PC investigates manipulation of results in 40 investigations. Scheme carried out by international criminal networks pays players for seemingly harmless acts during a match, such as corners. More specific bets are placed on foreign and illegal platforms.
An investigation conducted by the Judiciary Police (PJ) currently has 40 investigations underway, investigating the result manipulation in Portuguese football.
The phenomenon is often driven by international criminal networks, which offer players from the three main national leagues bribes of more than 7,500 euros per game to influence results, according to this Sunday.
The aim is to benefit bettors in fraudulent schemes, especially through regulated and illegal betting markets.
How the scheme works
The players recruited are, most of the time, poorly paid professionals or those with unpaid wages. Fraudulent actions can include seemingly harmless gestures, such as causing a corner early in the game, committing fouls to receive yellow cards or scoring own goals. These plays, planned in advance, allow significant profits through betting on specific events.
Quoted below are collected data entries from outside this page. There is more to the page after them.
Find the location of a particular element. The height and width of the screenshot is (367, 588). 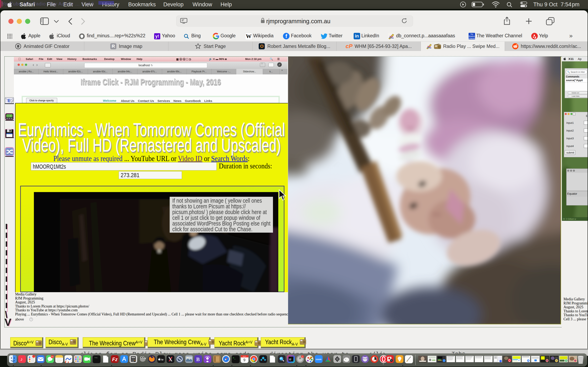

svg-text: 9 is located at coordinates (244, 360).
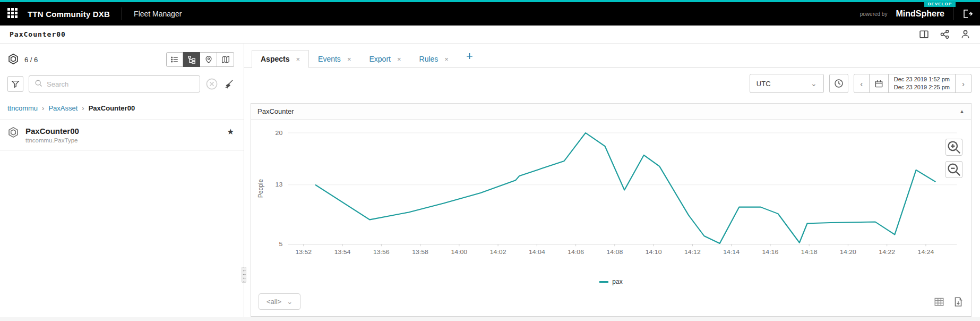  What do you see at coordinates (122, 58) in the screenshot?
I see `sidebar-controls: 6 / 6` at bounding box center [122, 58].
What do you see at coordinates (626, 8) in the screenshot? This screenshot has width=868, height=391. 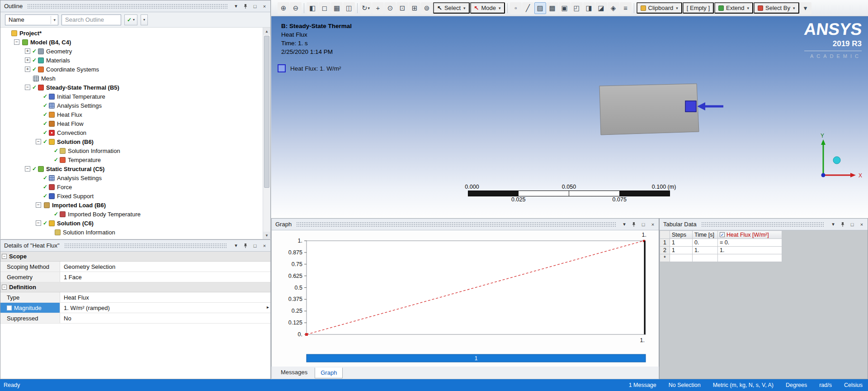 I see `manage-views-icon: ≡` at bounding box center [626, 8].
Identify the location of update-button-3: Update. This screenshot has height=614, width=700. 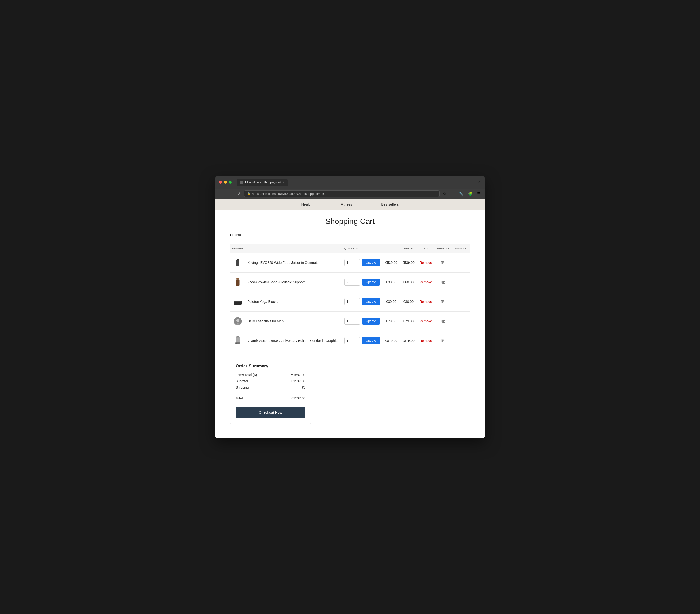
(371, 302).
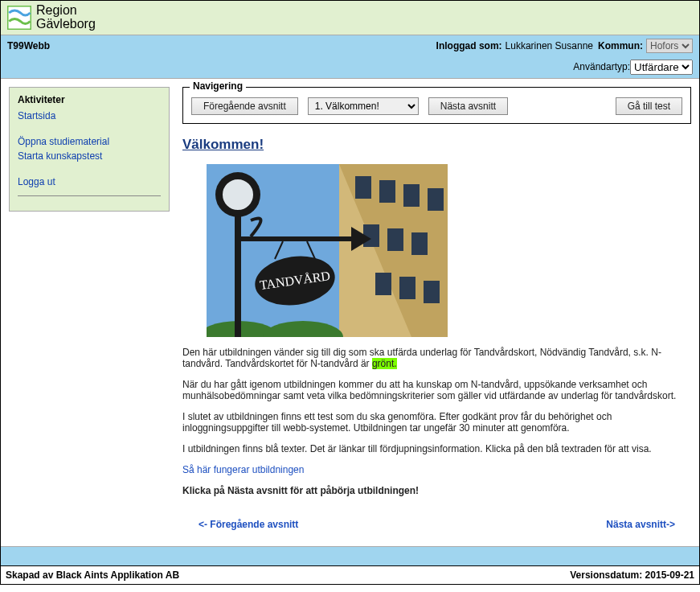 This screenshot has height=592, width=700. I want to click on usertype-label: Användartyp:, so click(601, 67).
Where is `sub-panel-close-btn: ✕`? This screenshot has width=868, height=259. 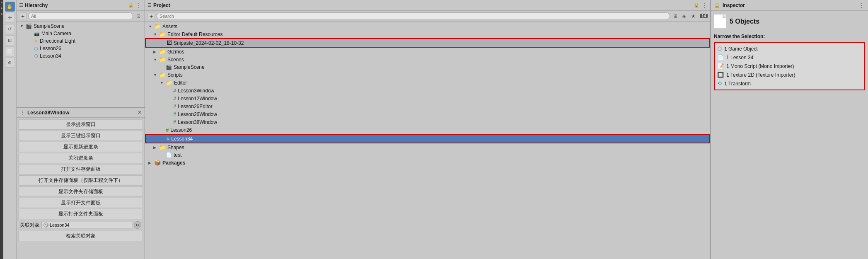
sub-panel-close-btn: ✕ is located at coordinates (140, 113).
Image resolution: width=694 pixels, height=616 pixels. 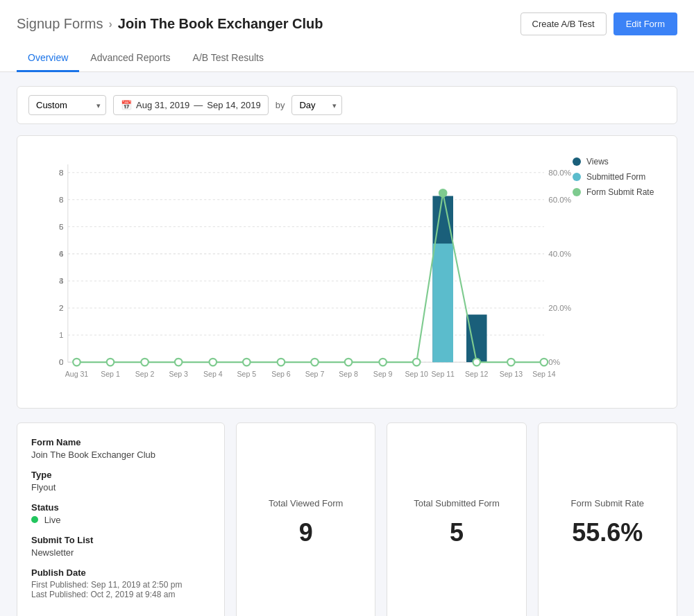 I want to click on date-end: Sep 14, 2019, so click(x=233, y=105).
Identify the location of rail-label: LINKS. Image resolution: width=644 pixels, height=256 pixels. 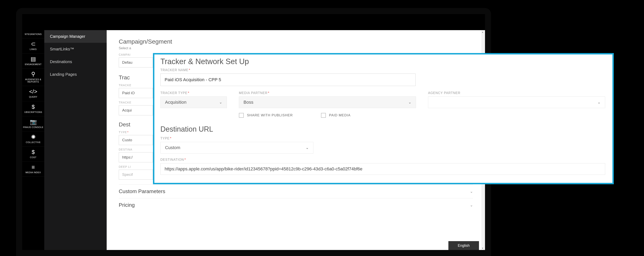
(33, 49).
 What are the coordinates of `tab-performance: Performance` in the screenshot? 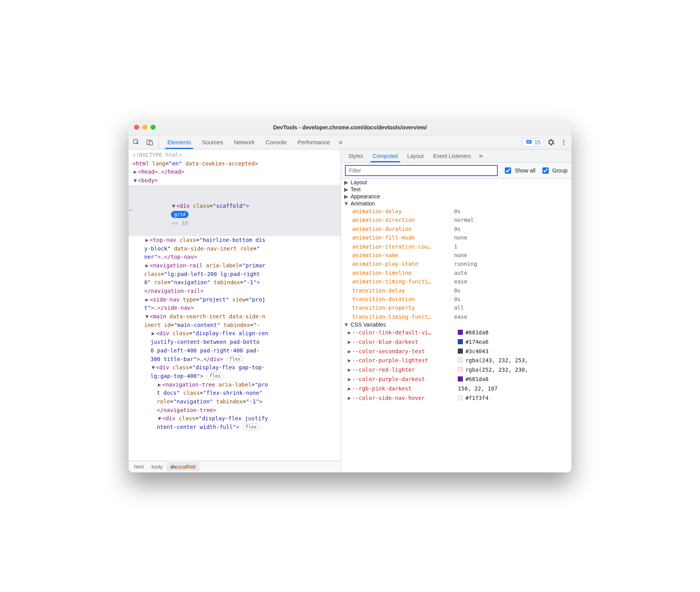 It's located at (314, 142).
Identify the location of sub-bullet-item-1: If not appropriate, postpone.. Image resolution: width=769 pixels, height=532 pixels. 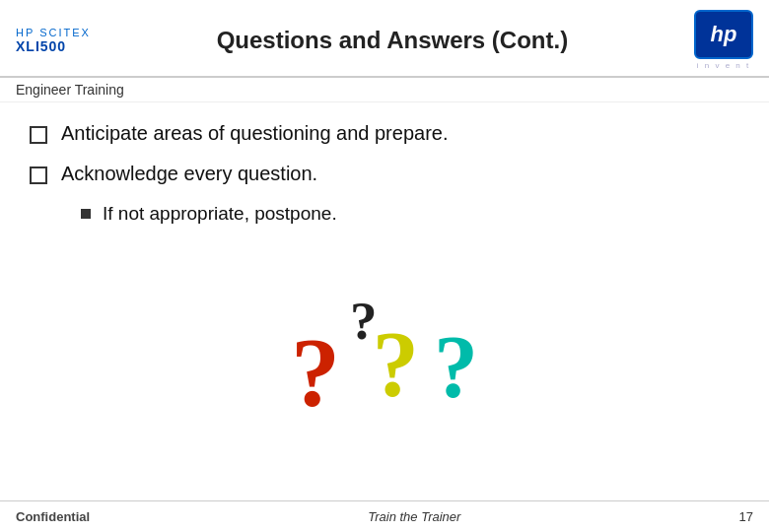
(410, 214).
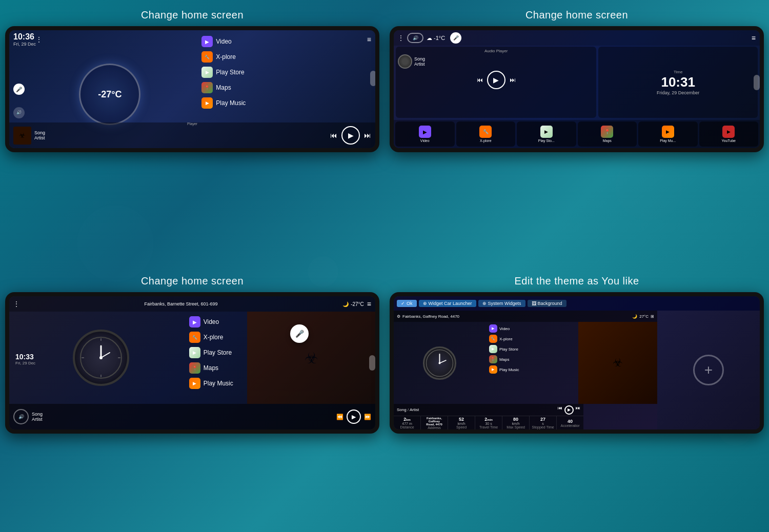  What do you see at coordinates (368, 417) in the screenshot?
I see `fwd-btn-3: ⏩` at bounding box center [368, 417].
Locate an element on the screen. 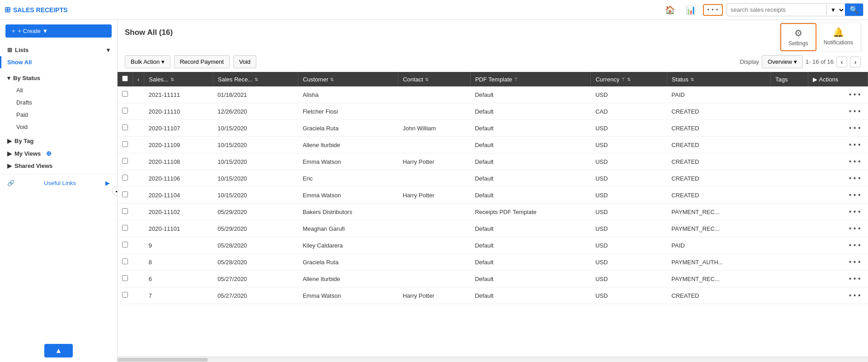  next-page-button: › is located at coordinates (855, 62).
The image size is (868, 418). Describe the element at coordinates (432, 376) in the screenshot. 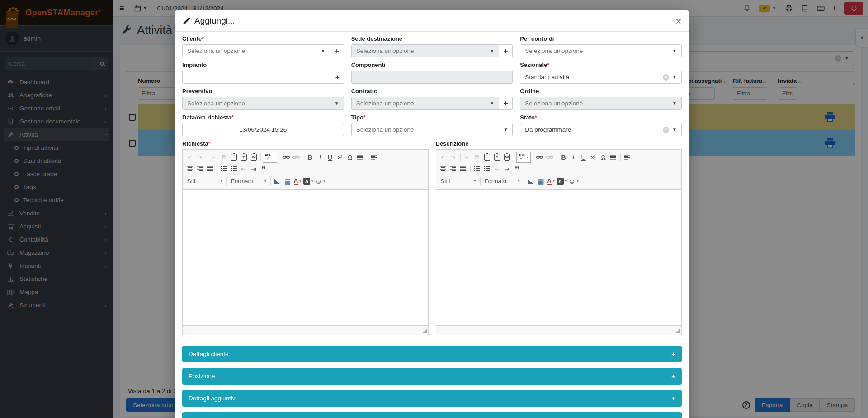

I see `panel-posizione: Posizione+` at that location.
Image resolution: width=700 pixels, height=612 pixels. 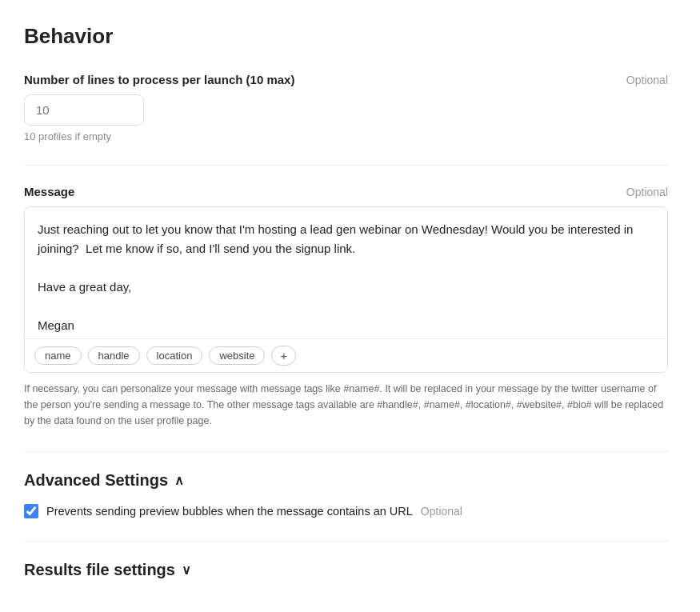 What do you see at coordinates (346, 494) in the screenshot?
I see `advanced-settings-section: Advanced Settings ∧ Prevents sending pre…` at bounding box center [346, 494].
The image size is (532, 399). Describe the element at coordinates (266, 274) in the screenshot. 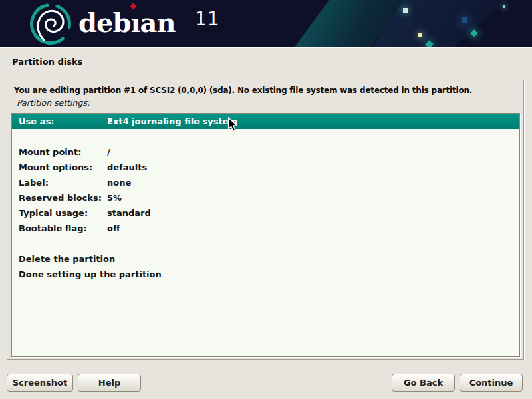

I see `settings-row-done-partition: Done setting up the partition` at that location.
According to Luís Ribeiro, coordinator of the PJ’s National Anti-Corruption Unit, corruptors recruit intermediaries to convince athletes, who “given the salary they earn consider that the risk is low: the player “creates in his own head the idea that the Devaluation is also not relevant, because in reality it is not harming the team”, he explains.
Often these intermediaries are former players who played in leagues more associated with corruption and who establish a bridge between criminal networks and Portuguese football. They minimize the seriousness of the scheme to the players, arguing that the actions do not necessarily harm their teams.
Although the Portuguese betting market is restricted to professional competitions, foreign and illegal platforms they allow speculation about lower divisions and even less regulated sports.
PJ’s response
To face this threat, the PJ created a team specializing in the fight against the manipulation of sports results. The investigations are based on complaints, in addition to alerts issued by lottery outlets that identify abnormal volumes of activity.
Coordinator Luís Ribeiro explains that the focus is on practices such as manipulation of the number of goalsone of the categories most exploited by criminals. The strategy includes monitoring suspicious movements and tracking those responsible.